A large number of my clients are medical offices/facilities that I've been working with for years. Right now, the biggest push is electronic medical records. And let me tell you, it's a nightmare. All of the doctors that I work with are computer illiterate and have no desire to work with computers. But when you go with an EMR system, you're using computers front to back, for every single task. And they balk. It diminishes patient care because the doctors are more worried about making typos and clicking the right boxes, rather than paying attention to the patients. The EMR that the doctors wanted deployed at one particular office required a specific Toshiba tablet for the doctors to use. These things were $2,500 tablets,. And they stopped using them after a month. They hated them because, well firstly they're terrible tablets, and secondly the doctors have no idea how to use a computer. Computer illiteracy in the medical field is a very big problem. Medical workers especially are going to have to become more knowledgeable about computers. They're going to have to be more flexible, and they're going to have to be able to adapt. If you can send an email in Outlook, you can send an email in Thunderbird. Look for "Inbox" to see your messages, look for "Compose" or "Write" or something like that to write a message.
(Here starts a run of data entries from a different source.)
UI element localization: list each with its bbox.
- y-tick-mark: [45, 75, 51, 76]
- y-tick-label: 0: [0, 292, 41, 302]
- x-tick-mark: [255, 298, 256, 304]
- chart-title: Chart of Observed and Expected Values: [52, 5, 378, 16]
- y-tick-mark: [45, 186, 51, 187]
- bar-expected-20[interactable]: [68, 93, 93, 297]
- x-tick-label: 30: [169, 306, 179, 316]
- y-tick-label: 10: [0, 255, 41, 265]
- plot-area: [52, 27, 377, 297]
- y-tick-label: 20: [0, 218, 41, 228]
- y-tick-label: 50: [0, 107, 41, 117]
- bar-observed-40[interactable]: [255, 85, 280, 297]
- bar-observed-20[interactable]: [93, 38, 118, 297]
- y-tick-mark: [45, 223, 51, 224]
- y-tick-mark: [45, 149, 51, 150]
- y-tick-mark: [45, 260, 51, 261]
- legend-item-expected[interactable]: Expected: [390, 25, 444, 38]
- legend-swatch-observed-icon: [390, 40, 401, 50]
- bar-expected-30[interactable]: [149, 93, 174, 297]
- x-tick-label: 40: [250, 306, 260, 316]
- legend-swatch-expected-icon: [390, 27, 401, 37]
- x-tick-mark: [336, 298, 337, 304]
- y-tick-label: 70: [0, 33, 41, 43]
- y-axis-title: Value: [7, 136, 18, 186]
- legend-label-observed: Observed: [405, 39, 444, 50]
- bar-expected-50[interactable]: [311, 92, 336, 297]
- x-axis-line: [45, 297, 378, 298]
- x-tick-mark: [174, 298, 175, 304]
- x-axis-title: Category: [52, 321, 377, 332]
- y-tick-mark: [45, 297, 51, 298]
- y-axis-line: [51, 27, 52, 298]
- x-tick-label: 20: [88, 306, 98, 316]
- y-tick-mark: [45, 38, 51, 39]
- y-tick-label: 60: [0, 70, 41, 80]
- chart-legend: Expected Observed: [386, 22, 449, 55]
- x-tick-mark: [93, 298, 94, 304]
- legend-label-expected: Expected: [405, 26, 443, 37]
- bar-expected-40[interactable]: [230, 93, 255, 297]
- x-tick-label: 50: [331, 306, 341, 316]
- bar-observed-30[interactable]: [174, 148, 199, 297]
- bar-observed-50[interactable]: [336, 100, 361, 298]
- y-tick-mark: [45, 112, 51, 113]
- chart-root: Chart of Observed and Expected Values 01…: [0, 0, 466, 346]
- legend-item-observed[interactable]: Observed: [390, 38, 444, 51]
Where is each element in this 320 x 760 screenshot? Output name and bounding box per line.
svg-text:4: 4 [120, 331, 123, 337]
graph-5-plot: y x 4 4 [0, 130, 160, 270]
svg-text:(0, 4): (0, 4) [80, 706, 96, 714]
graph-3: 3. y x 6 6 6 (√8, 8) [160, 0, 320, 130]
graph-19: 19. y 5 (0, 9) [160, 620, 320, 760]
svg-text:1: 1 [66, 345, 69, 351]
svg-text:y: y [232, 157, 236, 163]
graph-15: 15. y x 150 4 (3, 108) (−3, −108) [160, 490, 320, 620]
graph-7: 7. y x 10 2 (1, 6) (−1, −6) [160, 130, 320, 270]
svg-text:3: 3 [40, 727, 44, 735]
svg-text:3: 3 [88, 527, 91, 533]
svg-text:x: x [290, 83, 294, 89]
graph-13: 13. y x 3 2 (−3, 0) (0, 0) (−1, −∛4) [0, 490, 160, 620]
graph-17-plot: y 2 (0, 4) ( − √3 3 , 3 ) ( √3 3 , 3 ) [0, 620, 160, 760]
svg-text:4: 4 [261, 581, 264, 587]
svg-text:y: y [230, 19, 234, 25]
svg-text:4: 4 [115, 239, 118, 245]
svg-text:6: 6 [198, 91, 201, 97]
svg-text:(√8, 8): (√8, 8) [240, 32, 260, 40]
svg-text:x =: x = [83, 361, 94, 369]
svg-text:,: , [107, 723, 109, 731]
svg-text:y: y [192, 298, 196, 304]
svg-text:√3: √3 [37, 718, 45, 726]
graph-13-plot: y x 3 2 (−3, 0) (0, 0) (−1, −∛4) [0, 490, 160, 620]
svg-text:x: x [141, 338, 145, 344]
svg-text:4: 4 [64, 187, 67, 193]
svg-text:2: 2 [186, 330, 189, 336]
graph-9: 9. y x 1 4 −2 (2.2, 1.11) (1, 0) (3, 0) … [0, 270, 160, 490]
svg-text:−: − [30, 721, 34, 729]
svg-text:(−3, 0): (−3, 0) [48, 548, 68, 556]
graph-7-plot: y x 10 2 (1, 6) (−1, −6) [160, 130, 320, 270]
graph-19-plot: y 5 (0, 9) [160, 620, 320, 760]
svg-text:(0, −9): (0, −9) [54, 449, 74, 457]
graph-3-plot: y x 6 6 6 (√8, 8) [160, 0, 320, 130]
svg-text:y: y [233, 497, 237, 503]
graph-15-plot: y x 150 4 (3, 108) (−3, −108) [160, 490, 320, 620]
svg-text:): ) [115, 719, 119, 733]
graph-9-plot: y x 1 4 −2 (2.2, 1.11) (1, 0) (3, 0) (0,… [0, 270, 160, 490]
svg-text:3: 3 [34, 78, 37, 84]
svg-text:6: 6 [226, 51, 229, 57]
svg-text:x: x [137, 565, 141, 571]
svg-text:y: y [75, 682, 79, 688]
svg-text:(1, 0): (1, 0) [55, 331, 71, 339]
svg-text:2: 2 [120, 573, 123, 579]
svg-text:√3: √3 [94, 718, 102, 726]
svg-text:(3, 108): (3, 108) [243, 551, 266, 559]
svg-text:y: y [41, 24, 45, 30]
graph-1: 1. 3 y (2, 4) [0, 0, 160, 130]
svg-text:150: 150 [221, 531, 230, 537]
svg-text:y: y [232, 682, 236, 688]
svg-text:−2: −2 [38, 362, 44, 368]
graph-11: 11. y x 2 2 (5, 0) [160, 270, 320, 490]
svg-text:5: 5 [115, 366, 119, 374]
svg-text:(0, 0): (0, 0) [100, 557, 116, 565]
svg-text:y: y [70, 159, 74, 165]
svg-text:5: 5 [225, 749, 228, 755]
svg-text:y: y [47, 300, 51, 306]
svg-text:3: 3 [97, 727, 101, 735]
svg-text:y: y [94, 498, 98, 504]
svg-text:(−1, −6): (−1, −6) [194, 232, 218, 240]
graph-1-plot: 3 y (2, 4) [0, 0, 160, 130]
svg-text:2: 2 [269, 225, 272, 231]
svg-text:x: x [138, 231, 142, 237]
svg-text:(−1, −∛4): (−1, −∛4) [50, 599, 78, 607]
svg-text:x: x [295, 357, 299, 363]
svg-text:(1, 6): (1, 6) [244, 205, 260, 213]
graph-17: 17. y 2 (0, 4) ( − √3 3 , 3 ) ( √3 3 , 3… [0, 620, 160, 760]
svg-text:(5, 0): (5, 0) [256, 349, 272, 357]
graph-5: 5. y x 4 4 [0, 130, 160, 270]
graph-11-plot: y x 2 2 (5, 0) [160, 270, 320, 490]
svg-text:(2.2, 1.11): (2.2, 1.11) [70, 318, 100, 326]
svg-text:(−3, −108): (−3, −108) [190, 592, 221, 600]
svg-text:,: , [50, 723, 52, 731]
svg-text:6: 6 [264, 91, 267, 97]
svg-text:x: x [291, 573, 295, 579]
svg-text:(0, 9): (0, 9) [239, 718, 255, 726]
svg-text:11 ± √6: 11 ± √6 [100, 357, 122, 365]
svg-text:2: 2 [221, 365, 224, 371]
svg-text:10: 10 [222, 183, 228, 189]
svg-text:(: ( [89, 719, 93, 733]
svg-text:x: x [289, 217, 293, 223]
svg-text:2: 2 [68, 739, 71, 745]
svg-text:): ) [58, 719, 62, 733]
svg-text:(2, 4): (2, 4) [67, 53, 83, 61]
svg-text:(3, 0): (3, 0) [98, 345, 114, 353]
It's not difficult. Same with word processors. If you know the basics of one, just look for those things in the other. They're there. With medical increasingly becoming an electronic only field, medical employees (including doctors) are going to have to learn how to adapt.
But not only is computer literacy a problem, but EMR companies are the epitome of vendor lock-in and control. They specialize in holding back features and charging you $10,000 for implementing something incredibly simple and common sense. Data portability is also nearly non-existent. Even with HL7, interacting with other EMRs (and Odin forbid you have to interact with another office or provider), it's still a mess.
The medical field is a mess. The promise of EMR is not being realized. Greed has already destroyed everything good that EMR was supposed usher in, and has instead made a complete and total disaster of the industry. There is no data portability. There is no go-to-one-doctor-and-have-records-easily-transferred-to-another. That's the last thing EMR developers want. Not to mention that everything is harder, slower, and prone to failure. If the power goes out, or the server is down, or if your internet connection is down (a problem with cloud-based EMRs) then you're nearly dead in the water. An office can't function anymore without these things.